A customer came in and pulled her attention to the front of the store. I stood by the coffee pot for a beat with my hands wrapped around a mug I’d been holding for the entire conversation. Maine in winter. Mount Desert Island. A residency I hadn't asked for, in a place I’d never been.

I set my mug down on the counter and turned to leave. Treyton stood in the doorway of the back room. From the look on his face, he’d been standing there long enough to hear at least part of the conversation.

We drove back up the ridge in different cars. By late afternoon, the wall was back.

He came up to my porch the next day with a cinnamon roll from Mae's, set it on the railing without knocking, and walked back down the ridge before I could open the door. When I called after him, he didn’t stop and didn’t turn around.

I picked up the back and went back inside. Standing in the kitchen, I looked down at the drawer below the sink where the seventh carving lived and made a different decision than the one I’d made earlier in the week.

It was time to go. Whatever was going on between the grump of Hollow Peak and me had to end. I pulled the empty boxes out of the closet and started filling them with sketchbooks and my finished illustrations.
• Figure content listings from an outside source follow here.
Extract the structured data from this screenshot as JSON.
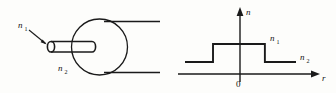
{
  "figure": {
    "background_color": "#fdfdfb",
    "ink_color": "#1a1a1a"
  },
  "fiber_diagram": {
    "name": "fiber-cross-section",
    "core_label": "n",
    "core_label_sub": "1",
    "cladding_label": "n",
    "cladding_label_sub": "2",
    "description": "Cylindrical core rod entering a circular cladding disc with two horizontal cladding boundary lines"
  },
  "index_profile": {
    "name": "refractive-index-profile",
    "vertical_axis_label": "n",
    "horizontal_axis_label": "r",
    "origin_label": "0",
    "high_level_label": "n",
    "high_level_label_sub": "1",
    "low_level_label": "n",
    "low_level_label_sub": "2"
  },
  "chart_data": {
    "type": "line",
    "title": "",
    "xlabel": "r",
    "ylabel": "n",
    "grid": false,
    "legend": null,
    "xlim": [
      -3.2,
      3.2
    ],
    "ylim": [
      0,
      2.2
    ],
    "annotations": [
      {
        "text": "n1",
        "x": 2.1,
        "y": 1.62
      },
      {
        "text": "n2",
        "x": 2.75,
        "y": 0.82
      },
      {
        "text": "0",
        "x": 0.0,
        "y": -0.28
      }
    ],
    "series": [
      {
        "name": "refractive index n(r)",
        "x": [
          -2.6,
          -1.25,
          -1.25,
          1.25,
          1.25,
          2.75
        ],
        "y": [
          0.62,
          0.62,
          1.52,
          1.52,
          0.62,
          0.62
        ]
      }
    ],
    "levels": {
      "core_index_n1": 1.52,
      "cladding_index_n2": 0.62,
      "core_radius": 1.25
    }
  }
}
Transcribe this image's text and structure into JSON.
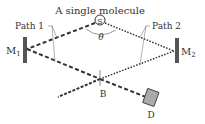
{
  "title": "A single molecule",
  "source_label": "S",
  "angle_label": "θ",
  "paths": [
    {
      "label": "Path 1",
      "style": "dashed"
    },
    {
      "label": "Path 2",
      "style": "dotted"
    }
  ],
  "mirrors": [
    {
      "label": "M",
      "subscript": "1"
    },
    {
      "label": "M",
      "subscript": "2"
    }
  ],
  "beam_splitter_label": "B",
  "detector_label": "D",
  "colors": {
    "line": "#333333",
    "mirror": "#555555",
    "detector": "#aaaaaa"
  }
}
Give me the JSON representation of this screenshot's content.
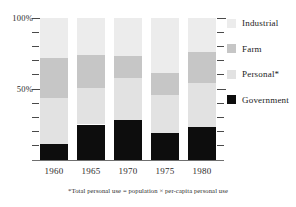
{
  "chart_data": {
    "type": "bar",
    "title": "",
    "subtitle": "",
    "xlabel": "",
    "ylabel": "",
    "stacked": true,
    "normalized": true,
    "grid": false,
    "legend_position": "right",
    "ylim": [
      0,
      100
    ],
    "y_tick_labels": [
      "100%",
      "50%"
    ],
    "y_ticks_major": [
      100,
      50
    ],
    "y_ticks_minor_step": 10,
    "categories": [
      "1960",
      "1965",
      "1970",
      "1975",
      "1980"
    ],
    "series": [
      {
        "name": "Industrial",
        "color": "#ececec",
        "values": [
          79,
          74,
          73,
          61,
          76
        ]
      },
      {
        "name": "Farm",
        "color": "#c6c6c6",
        "values": [
          51,
          51,
          58,
          46,
          54
        ]
      },
      {
        "name": "Personal",
        "color": "#e2e2e2",
        "values": [
          11,
          25,
          28,
          19,
          23
        ]
      },
      {
        "name": "Government",
        "color": "#0d0d0d",
        "values": [
          11,
          25,
          28,
          19,
          23
        ]
      }
    ],
    "segments_by_category": [
      {
        "category": "1960",
        "industrial": 28,
        "farm": 28,
        "personal": 33,
        "government": 11
      },
      {
        "category": "1965",
        "industrial": 26,
        "farm": 23,
        "personal": 26,
        "government": 25
      },
      {
        "category": "1970",
        "industrial": 27,
        "farm": 15,
        "personal": 30,
        "government": 28
      },
      {
        "category": "1975",
        "industrial": 39,
        "farm": 15,
        "personal": 27,
        "government": 19
      },
      {
        "category": "1980",
        "industrial": 24,
        "farm": 22,
        "personal": 31,
        "government": 23
      }
    ],
    "annotations": [
      "*Total personal use = population × per-capita personal use"
    ]
  },
  "legend": {
    "items": [
      {
        "label": "Industrial",
        "color": "#ececec"
      },
      {
        "label": "Farm",
        "color": "#c6c6c6"
      },
      {
        "label": "Personal*",
        "color": "#e2e2e2"
      },
      {
        "label": "Government",
        "color": "#0d0d0d"
      }
    ]
  },
  "axes": {
    "y_labels": [
      {
        "text": "100%",
        "value": 100
      },
      {
        "text": "50%",
        "value": 50
      }
    ],
    "x_labels": [
      "1960",
      "1965",
      "1970",
      "1975",
      "1980"
    ]
  },
  "footnote": {
    "text": "*Total personal use = population × per-capita personal use"
  }
}
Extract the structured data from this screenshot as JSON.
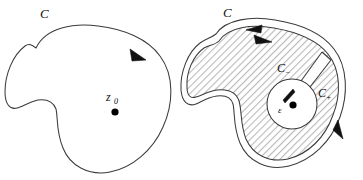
{
  "figure": {
    "background_color": "#ffffff",
    "stroke_color": "#333333",
    "hatch_color": "#bdbdbd",
    "point_color": "#000000",
    "panels": [
      {
        "id": "left",
        "name": "simple-closed-contour",
        "contour_label": "C",
        "point_label": "z",
        "point_subscript": "0",
        "orientation": "counterclockwise",
        "arrow_count": 1,
        "shaded": false
      },
      {
        "id": "right",
        "name": "deformed-contour-with-keyhole",
        "contour_label": "C",
        "inner_label_minus": "C",
        "inner_subscript_minus": "−",
        "inner_label_plus": "C",
        "inner_subscript_plus": "+",
        "radius_label": "ε",
        "orientation": "counterclockwise",
        "arrow_count": 3,
        "shaded": true,
        "hatch_pattern": "diagonal"
      }
    ]
  }
}
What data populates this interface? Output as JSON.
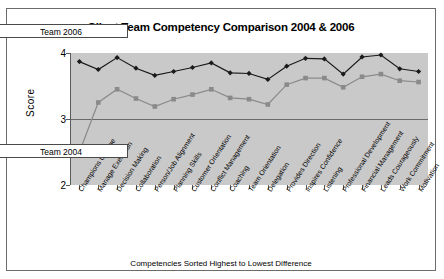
{
  "chart_data": {
    "type": "line",
    "title": "Client Team Competency Comparison 2004 & 2006",
    "xlabel": "Competencies Sorted Highest to Lowest Difference",
    "ylabel": "Score",
    "ylim": [
      2,
      4
    ],
    "yticks": [
      "2",
      "3",
      "4"
    ],
    "grid": true,
    "legend_position": "left-floating-boxes",
    "categories": [
      "Champions Change",
      "Manage Execution",
      "Decision Making",
      "Collaboration",
      "Person/Job Alignment",
      "Planning Skills",
      "Customer Orientation",
      "Conflict Management",
      "Coaching",
      "Team Orientation",
      "Delegation",
      "Provides Direction",
      "Inspires Confidence",
      "Listening",
      "Professional Development",
      "Financial Management",
      "Leads Courageously",
      "Work Commitment",
      "Motivation"
    ],
    "series": [
      {
        "name": "Team 2006",
        "color": "#1a1a1a",
        "marker": "diamond",
        "values": [
          3.87,
          3.75,
          3.93,
          3.77,
          3.66,
          3.72,
          3.78,
          3.85,
          3.7,
          3.69,
          3.6,
          3.8,
          3.92,
          3.91,
          3.68,
          3.94,
          3.97,
          3.76,
          3.72
        ]
      },
      {
        "name": "Team 2004",
        "color": "#8a8a8a",
        "marker": "square",
        "values": [
          2.5,
          3.25,
          3.45,
          3.31,
          3.19,
          3.3,
          3.37,
          3.45,
          3.32,
          3.3,
          3.22,
          3.52,
          3.62,
          3.62,
          3.48,
          3.64,
          3.68,
          3.58,
          3.56
        ]
      }
    ]
  },
  "legend": {
    "series_2006_label": "Team 2006",
    "series_2004_label": "Team 2004"
  },
  "colors": {
    "plot_background": "#c9c9c9",
    "frame": "#6b6b6b",
    "series_2006": "#1a1a1a",
    "series_2004": "#8a8a8a"
  }
}
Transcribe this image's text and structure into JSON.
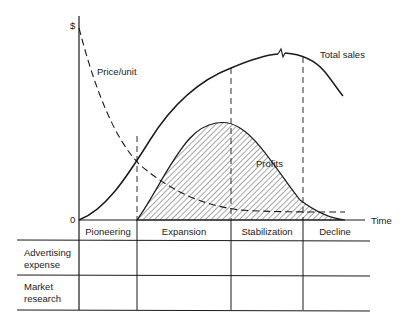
{
  "diagram": {
    "y_axis_label": "$",
    "origin_label": "0",
    "x_axis_label": "Time",
    "curves": {
      "total_sales": "Total sales",
      "price_per_unit": "Price/unit",
      "profits": "Profits"
    },
    "stages": [
      "Pioneering",
      "Expansion",
      "Stabilization",
      "Decline"
    ],
    "table": {
      "rows": [
        {
          "label_line1": "Advertising",
          "label_line2": "expense"
        },
        {
          "label_line1": "Market",
          "label_line2": "research"
        }
      ]
    }
  }
}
I packed them one at a time, with paper between each one, hoping he would walk back up the ridge before I was done.

CHAPTER 9

TREYTON

Bison rolledup the ridge at two-thirty on Friday with road dust on his jeans and a charity-ride patch sewn onto the back of his leather jacket. I heard the bike from inside the workshop and came out to find Biscuit already losing his mind, running circles around the Harley like he was just a pup.

Bison killed the engine, swung off, and pulled me into a hug before I could say anything. The kind Mama Mae had trained back into both of us years ago. The kind that used to feel like work and didn't anymore.

He let me go. He stepped back. He looked at my face for half a second.

“Oh,” he said. “So she's already here, then.”

“Shut up.”

“That bad?”

I didn't answer. I walked back to the porch step and sat down. He followed. Biscuit settled between us with his chin on Bison's boot, which was a betrayal I had been expecting and had decided in advance not to feel.

“I'm gonna need a beer,” Bison said.

“It's two in the afternoon.”

“I rode in from Salina, Kansas at six this morning. It's a beer.”

I went inside and brought him a beer.

He sat on my porch in the early afternoon sun and drank it slow, the way Bison drank everything slow, and he looked out over the meadow and the gravel turnout and Cabin Three with the door shut and the empty boxes I knew were stacked inside it, and he didn't say anything for the first ten minutes. That was Bison. He waited.

“Tell me about the charity ride,” I said.

“Wyoming. Tomorrow. Three hundred miles in two days for the veterans' foundation. I'm riding with two of Mae's church people and a guy from Lubbock who can't shift without grinding it.” He took a long pull on the beer. “I'll tell you about it next time. Talk to me about her.”

“Bison.”

“I said talk. I didn't say apologize. Talk.”

I drank. Set the bottle on the armrest. “She's leaving in a week.”